Greece’s residential real estate market continues to surprise on the upside. House prices have risen by a robust 14.5% y-o-y in Q1:2023, the strongest pace in more than 30 years.
The turnaround reflects a long adjustment process comprising a sharp drop in residential construction and a significant decline in house prices over the previous decade.
This increase outpaced by a wide margin the euro area average (+0.3% y-o-y in Q1:2023), confirming the different phases of the respective housing market cycles.
A steady pick-up in demand during the past 5 years supported the market rebalancing and is driven by the following factors:
- Strong economic recovery helped to release pent-up demand for property acquisition.
- High liquidity buffers led to the increasing use of own funds and a pick-up in mortgage lending in 2021-22.
- Part of this demand came from FDI in residential real estate (incl. inflows related to the “Golden Visa” program), comprising c. 25% of the total value of transactions.
- Property taxes were reduced significantly over the past 5 years.
- Surging demand for tourism-related short-term renting increased occupancy rates, bolstered rental yields and limited available-for-sale properties.
New residential investment doubled to €3.2 bn in 2022 compared with its 2014-20 average, though it still remains less than 1/5 of its pre-crisis level on an annual basis.
The combination of the market rebalancing and increasing construction costs has added further to house prices, which are expected to rise further by 7% y-o-y, on average, in 2023-24.
According to NBG Economic Analysis estimates, more than €45 bn (in constant price terms) of additional residential investment will be required until 2030 to maintain demand and supply equilibrium in the long-run and meet the targets for the energy-efficiency upgrade of around 10% of existing residential building stock.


* What you are asked to do:
Among the entries below, find the lines that contain the string "every". State only how many there are.

* Exercise data:
- Opening Delimiter -

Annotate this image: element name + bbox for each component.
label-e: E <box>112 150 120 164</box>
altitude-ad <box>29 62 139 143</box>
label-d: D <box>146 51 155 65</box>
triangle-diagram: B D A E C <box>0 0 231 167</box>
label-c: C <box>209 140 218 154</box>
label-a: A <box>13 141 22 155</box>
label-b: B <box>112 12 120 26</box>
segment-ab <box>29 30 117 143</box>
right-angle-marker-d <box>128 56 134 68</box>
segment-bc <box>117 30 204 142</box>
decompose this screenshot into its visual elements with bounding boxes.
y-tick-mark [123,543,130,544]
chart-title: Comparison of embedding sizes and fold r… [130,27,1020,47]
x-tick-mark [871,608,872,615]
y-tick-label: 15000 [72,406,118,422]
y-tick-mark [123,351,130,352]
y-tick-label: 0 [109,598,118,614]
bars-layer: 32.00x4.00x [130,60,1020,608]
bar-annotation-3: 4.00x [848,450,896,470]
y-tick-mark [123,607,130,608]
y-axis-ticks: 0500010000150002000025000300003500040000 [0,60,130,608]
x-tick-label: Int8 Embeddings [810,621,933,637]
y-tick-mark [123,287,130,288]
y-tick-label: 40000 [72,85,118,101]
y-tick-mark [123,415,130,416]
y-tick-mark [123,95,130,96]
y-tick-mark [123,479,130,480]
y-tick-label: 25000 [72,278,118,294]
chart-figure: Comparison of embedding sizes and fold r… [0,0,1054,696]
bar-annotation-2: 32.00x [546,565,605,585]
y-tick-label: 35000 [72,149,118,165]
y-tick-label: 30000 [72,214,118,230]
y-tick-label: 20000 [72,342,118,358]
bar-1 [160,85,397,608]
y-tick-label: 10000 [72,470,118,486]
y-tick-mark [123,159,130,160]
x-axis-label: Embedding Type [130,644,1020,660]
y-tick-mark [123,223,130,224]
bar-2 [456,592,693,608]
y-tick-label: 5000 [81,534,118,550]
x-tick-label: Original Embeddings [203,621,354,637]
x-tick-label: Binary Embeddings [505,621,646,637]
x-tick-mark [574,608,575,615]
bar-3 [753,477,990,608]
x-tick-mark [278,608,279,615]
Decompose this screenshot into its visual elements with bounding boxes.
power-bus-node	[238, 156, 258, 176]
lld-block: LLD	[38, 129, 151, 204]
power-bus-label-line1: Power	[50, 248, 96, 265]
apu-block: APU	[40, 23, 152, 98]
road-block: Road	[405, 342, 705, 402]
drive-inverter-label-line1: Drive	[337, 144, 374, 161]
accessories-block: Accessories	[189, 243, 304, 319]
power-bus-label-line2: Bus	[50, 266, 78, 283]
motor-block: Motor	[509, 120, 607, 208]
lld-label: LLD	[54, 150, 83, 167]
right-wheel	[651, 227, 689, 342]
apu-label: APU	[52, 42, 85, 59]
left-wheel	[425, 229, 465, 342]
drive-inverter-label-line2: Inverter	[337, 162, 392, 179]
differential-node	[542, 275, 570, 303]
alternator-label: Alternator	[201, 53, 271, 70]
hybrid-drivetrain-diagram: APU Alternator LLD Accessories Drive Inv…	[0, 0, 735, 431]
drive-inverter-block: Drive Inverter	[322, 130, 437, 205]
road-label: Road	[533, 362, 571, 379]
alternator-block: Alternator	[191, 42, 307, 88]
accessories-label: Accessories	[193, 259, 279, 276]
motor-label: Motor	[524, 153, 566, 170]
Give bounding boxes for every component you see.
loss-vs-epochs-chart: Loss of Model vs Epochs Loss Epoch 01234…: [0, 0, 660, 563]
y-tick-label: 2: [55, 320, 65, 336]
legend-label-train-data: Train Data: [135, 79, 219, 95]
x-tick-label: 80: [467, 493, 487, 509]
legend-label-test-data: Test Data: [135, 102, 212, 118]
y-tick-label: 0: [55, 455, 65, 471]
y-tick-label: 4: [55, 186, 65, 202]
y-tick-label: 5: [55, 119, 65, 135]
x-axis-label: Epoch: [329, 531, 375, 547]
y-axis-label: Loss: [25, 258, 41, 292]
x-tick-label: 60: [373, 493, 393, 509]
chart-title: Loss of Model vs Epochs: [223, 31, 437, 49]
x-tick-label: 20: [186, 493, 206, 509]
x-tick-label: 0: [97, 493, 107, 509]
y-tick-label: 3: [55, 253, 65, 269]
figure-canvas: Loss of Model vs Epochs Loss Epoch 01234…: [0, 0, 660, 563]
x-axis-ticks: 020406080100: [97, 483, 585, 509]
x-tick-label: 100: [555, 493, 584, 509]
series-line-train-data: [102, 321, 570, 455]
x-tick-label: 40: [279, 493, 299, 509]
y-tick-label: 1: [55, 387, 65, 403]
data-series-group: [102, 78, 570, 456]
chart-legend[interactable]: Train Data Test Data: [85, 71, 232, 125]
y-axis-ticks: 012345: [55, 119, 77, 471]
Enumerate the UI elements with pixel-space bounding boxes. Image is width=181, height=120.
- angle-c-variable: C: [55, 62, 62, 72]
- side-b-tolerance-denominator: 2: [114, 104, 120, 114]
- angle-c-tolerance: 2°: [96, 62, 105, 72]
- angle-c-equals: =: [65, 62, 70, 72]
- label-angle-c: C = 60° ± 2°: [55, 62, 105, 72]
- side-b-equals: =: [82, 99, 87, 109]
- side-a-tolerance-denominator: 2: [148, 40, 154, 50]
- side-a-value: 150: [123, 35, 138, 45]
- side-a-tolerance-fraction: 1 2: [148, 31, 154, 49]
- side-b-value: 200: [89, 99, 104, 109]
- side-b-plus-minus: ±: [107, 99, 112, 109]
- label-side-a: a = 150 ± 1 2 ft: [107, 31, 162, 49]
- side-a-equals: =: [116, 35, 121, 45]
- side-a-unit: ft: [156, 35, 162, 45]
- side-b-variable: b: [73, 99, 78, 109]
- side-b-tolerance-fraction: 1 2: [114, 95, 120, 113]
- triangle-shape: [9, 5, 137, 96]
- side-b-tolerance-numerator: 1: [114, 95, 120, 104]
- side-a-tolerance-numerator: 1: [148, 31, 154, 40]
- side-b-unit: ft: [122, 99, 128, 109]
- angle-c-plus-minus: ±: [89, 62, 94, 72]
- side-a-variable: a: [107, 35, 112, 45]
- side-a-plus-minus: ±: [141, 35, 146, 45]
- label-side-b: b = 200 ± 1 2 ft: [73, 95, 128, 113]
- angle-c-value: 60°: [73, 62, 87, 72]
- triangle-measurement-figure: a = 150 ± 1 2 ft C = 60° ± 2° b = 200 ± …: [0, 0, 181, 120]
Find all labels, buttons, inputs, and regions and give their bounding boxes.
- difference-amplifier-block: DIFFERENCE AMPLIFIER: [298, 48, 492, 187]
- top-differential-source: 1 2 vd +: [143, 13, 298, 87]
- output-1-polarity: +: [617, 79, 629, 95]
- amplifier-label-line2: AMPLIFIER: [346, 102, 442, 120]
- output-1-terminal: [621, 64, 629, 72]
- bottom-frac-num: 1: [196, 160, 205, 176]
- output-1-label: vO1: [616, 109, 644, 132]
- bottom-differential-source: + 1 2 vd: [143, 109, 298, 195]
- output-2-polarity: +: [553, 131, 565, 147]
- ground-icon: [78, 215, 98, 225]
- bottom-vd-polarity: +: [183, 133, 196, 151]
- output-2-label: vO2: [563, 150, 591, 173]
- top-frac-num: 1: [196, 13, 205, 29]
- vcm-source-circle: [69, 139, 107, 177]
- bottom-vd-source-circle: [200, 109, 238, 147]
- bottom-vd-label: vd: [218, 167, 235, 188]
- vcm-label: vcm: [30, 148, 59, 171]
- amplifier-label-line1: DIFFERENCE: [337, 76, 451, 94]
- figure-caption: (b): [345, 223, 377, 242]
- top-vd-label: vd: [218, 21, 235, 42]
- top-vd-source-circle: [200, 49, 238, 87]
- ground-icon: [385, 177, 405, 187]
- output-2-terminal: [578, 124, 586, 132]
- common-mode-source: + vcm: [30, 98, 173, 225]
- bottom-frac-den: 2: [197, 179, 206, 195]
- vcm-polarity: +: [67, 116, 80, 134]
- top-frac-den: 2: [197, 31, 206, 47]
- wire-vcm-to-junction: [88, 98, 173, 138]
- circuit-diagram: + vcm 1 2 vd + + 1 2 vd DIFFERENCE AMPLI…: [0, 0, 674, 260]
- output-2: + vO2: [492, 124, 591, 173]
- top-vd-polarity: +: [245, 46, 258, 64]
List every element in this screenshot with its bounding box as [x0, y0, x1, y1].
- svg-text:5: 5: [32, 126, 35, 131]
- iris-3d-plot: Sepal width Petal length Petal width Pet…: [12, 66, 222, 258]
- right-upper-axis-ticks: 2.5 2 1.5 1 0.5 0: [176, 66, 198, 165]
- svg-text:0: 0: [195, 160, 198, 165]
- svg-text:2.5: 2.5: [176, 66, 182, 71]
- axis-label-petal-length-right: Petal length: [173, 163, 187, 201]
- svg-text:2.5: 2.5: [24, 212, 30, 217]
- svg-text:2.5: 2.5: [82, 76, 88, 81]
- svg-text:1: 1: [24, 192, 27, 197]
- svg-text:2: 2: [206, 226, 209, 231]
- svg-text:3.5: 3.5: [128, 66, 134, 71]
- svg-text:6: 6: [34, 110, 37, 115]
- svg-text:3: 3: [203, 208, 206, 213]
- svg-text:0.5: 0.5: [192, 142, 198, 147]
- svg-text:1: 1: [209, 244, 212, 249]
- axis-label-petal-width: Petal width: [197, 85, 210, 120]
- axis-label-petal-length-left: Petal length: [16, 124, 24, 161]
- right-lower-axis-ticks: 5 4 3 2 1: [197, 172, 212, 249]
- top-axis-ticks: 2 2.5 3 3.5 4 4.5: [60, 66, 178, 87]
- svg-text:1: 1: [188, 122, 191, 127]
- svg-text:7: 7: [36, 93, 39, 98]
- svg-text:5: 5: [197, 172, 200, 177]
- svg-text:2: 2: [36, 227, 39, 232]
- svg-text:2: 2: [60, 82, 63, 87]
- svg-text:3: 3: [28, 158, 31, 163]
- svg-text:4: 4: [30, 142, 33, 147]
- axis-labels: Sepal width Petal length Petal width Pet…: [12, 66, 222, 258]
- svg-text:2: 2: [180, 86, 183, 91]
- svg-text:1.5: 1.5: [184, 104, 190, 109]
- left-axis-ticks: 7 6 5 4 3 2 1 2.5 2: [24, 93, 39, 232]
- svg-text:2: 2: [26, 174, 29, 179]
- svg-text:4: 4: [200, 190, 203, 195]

- Closing Delimiter -

* Completed task:
2